Wednesday, January 24, 2024

Alex Raymond in the 1950s


Alex Raymond was one of THE great magazine illustrators of the 20th century. In the 1930s, he became a cartoonist with the Dashiell Hammett-created strip, SECRET AGENT X-9. He then moved to the Sunday color comics pages of the newspapers and gave the world FLASH GORDON, without which we may never have had STAR WARS! He also did lovely work on JUNGLE JIM, which itself inspired movies, TV shows, comic books, etc. 

After World War II, rather than return to FLASH GORDON, Raymond created the intellectual, well-to-do, bespectacled private eye, RIP KIRBY.  With his earlier work still being so influential, it's easy to forget that RIP KIRBY not only found an audience but Raymond became better known than ever. 

The handsome artist got quite a bit of newspaper publicity  in the 1950s until his tragic and controversial death in 1956. (See Dave Sim's book, THE STRANGE DEATH OF ALEX RAYMOND.) 

Raymond even became the twice-elected head of the National Cartoonist Society and hob-nobbed with celebs and politicians...even the President of the United States!








 








 

Saturday, January 20, 2024

Trivia! You're On the Air! 1981-1984

 


WAIF-FM's late-night once a month Saturday Trivia hosted by Ed Tracy and Mike Hall was one of my very favorite things as soon as I discovered it around 1980! Because our telephone was in my parents' bedroom (they used to be built in, kiddies!), I wasn't able to play until we got a phone with a 25 foot cord installed in early 1981 so I could pull it into my own room and shut the door. I had no clue at the time but according to this 1978 article, it actually began in late 1976! I had missed nearly five years of it!


Once I got involved, though, my "team," Massacre at Central Casting, quickly merged with two other teams, "Little Sisters of the Flaming Shish Kabob" and "Friends of the Feathered Flickers" to form the Not Ready For Drive-Time Players, a supergroup trivia team! As such, we just kept winning! We got so full of ourselves we put out 23 issues (and a couple of specials) of THE NOT READY FOR DRIVE-TME NEWSLETTER (printed monthly at 2 AM on the copy machine of THE KENTUCKY ENQUIRER!).


By then, Mike Schlesinger and station manager David Andrew Dugle had started a SECOND trivia series with essentially the same format, THE GUESSABLE SOLUTION, on alternate Saturday nights.

 

I forget exactly when the original series ended but after Michael moved to L.A. in late 1981, the second trivia show went through multiple hands, eventually ending up hosted by Chris Barkley on WNOP-AM with yours truly as his sidekick, even though it was only on what turned out to be the show's final episode in 1984! (Not really a bad thing as WNOP was based in a large floating "buoy" on the Ohio River and I got SO sea-sick that night I was there!)

Ah, nostalgia!

Friday, January 12, 2024

On This Date in History--Batman, 1966


Some vintage BATMAN publicity in the days leading up to his TV debut 58 years ago. 





 

Monday, January 08, 2024

Superman for Conoco


In the post-war America of 1945-46, the Man of Steel could be found shilling for N-Tane gasoline from Conoco!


[Instructions to follow]:
Leave out the pictures and give back all the entries exactly as written.

"""

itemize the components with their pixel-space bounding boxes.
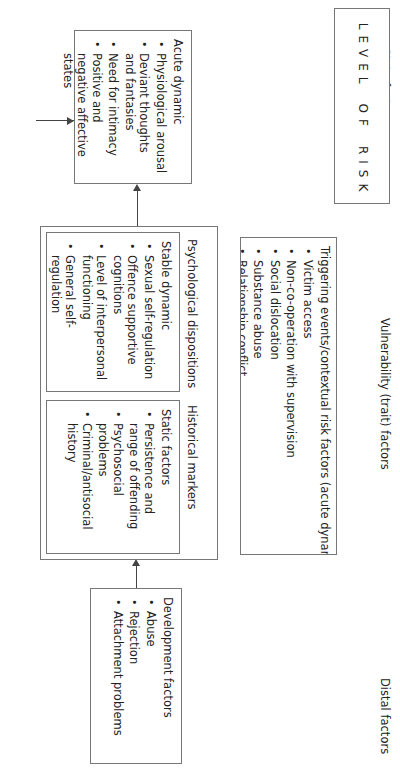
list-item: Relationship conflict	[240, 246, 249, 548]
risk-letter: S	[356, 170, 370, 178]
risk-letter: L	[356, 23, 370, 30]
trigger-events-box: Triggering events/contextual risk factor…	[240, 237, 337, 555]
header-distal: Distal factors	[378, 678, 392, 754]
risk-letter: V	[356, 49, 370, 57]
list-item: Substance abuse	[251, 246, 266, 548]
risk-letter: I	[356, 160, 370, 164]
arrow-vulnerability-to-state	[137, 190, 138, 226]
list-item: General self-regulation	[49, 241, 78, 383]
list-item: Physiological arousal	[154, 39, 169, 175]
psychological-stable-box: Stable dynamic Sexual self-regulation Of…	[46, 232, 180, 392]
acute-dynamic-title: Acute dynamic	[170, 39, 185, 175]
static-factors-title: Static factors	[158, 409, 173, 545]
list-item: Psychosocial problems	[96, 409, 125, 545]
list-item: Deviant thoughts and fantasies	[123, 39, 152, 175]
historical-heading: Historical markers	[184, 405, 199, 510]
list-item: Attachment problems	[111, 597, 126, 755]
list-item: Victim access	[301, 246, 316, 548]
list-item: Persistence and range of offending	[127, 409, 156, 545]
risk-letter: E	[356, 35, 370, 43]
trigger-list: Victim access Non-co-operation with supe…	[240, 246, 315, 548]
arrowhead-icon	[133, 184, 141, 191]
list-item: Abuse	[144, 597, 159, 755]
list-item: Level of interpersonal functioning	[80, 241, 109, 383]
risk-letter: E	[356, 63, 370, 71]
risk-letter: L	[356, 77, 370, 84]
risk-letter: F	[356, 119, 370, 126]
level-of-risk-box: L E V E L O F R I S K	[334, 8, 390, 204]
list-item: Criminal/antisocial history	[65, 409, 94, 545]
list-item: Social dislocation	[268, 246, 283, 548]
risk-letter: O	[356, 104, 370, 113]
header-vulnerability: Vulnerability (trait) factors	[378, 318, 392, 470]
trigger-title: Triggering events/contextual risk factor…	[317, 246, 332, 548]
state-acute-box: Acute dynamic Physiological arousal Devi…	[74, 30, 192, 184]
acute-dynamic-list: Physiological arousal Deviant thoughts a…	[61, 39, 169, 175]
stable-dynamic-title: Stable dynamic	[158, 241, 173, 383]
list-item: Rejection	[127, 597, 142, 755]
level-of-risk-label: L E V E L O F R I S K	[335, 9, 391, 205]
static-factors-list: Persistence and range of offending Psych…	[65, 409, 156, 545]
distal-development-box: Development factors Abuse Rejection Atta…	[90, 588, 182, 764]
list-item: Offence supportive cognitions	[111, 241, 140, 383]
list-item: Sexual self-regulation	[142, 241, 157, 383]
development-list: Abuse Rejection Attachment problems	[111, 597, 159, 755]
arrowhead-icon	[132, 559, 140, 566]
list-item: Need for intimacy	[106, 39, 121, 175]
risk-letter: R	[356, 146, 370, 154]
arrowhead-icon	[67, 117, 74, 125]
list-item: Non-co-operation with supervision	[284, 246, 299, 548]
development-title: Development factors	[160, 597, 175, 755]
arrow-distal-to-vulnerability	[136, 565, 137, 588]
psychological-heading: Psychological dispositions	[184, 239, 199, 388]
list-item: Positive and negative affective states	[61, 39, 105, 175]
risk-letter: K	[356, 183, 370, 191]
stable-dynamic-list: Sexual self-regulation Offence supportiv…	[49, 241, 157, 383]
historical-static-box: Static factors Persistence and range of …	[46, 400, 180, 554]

"""

[Exercise output]:
itemize the components with their pixel-space bounding boxes.
list-item: Relationship conflict	[240, 246, 249, 548]
risk-letter: S	[356, 170, 370, 178]
risk-letter: L	[356, 23, 370, 30]
trigger-events-box: Triggering events/contextual risk factor…	[240, 237, 337, 555]
header-distal: Distal factors	[378, 678, 392, 754]
risk-letter: V	[356, 49, 370, 57]
list-item: Substance abuse	[251, 246, 266, 548]
risk-letter: I	[356, 160, 370, 164]
arrow-vulnerability-to-state	[137, 190, 138, 226]
list-item: General self-regulation	[49, 241, 78, 383]
list-item: Physiological arousal	[154, 39, 169, 175]
psychological-stable-box: Stable dynamic Sexual self-regulation Of…	[46, 232, 180, 392]
acute-dynamic-title: Acute dynamic	[170, 39, 185, 175]
static-factors-title: Static factors	[158, 409, 173, 545]
list-item: Psychosocial problems	[96, 409, 125, 545]
list-item: Deviant thoughts and fantasies	[123, 39, 152, 175]
historical-heading: Historical markers	[184, 405, 199, 510]
list-item: Attachment problems	[111, 597, 126, 755]
list-item: Victim access	[301, 246, 316, 548]
list-item: Persistence and range of offending	[127, 409, 156, 545]
risk-letter: E	[356, 35, 370, 43]
trigger-list: Victim access Non-co-operation with supe…	[240, 246, 315, 548]
arrowhead-icon	[133, 184, 141, 191]
list-item: Abuse	[144, 597, 159, 755]
list-item: Level of interpersonal functioning	[80, 241, 109, 383]
risk-letter: E	[356, 63, 370, 71]
risk-letter: L	[356, 77, 370, 84]
risk-letter: F	[356, 119, 370, 126]
level-of-risk-box: L E V E L O F R I S K	[334, 8, 390, 204]
list-item: Criminal/antisocial history	[65, 409, 94, 545]
list-item: Social dislocation	[268, 246, 283, 548]
risk-letter: O	[356, 104, 370, 113]
header-vulnerability: Vulnerability (trait) factors	[378, 318, 392, 470]
trigger-title: Triggering events/contextual risk factor…	[317, 246, 332, 548]
state-acute-box: Acute dynamic Physiological arousal Devi…	[74, 30, 192, 184]
acute-dynamic-list: Physiological arousal Deviant thoughts a…	[61, 39, 169, 175]
stable-dynamic-title: Stable dynamic	[158, 241, 173, 383]
list-item: Rejection	[127, 597, 142, 755]
level-of-risk-label: L E V E L O F R I S K	[335, 9, 391, 205]
static-factors-list: Persistence and range of offending Psych…	[65, 409, 156, 545]
distal-development-box: Development factors Abuse Rejection Atta…	[90, 588, 182, 764]
list-item: Offence supportive cognitions	[111, 241, 140, 383]
list-item: Sexual self-regulation	[142, 241, 157, 383]
development-list: Abuse Rejection Attachment problems	[111, 597, 159, 755]
arrowhead-icon	[132, 559, 140, 566]
list-item: Need for intimacy	[106, 39, 121, 175]
risk-letter: R	[356, 146, 370, 154]
arrowhead-icon	[67, 117, 74, 125]
list-item: Non-co-operation with supervision	[284, 246, 299, 548]
development-title: Development factors	[160, 597, 175, 755]
arrow-distal-to-vulnerability	[136, 565, 137, 588]
psychological-heading: Psychological dispositions	[184, 239, 199, 388]
list-item: Positive and negative affective states	[61, 39, 105, 175]
risk-letter: K	[356, 183, 370, 191]
stable-dynamic-list: Sexual self-regulation Offence supportiv…	[49, 241, 157, 383]
historical-static-box: Static factors Persistence and range of …	[46, 400, 180, 554]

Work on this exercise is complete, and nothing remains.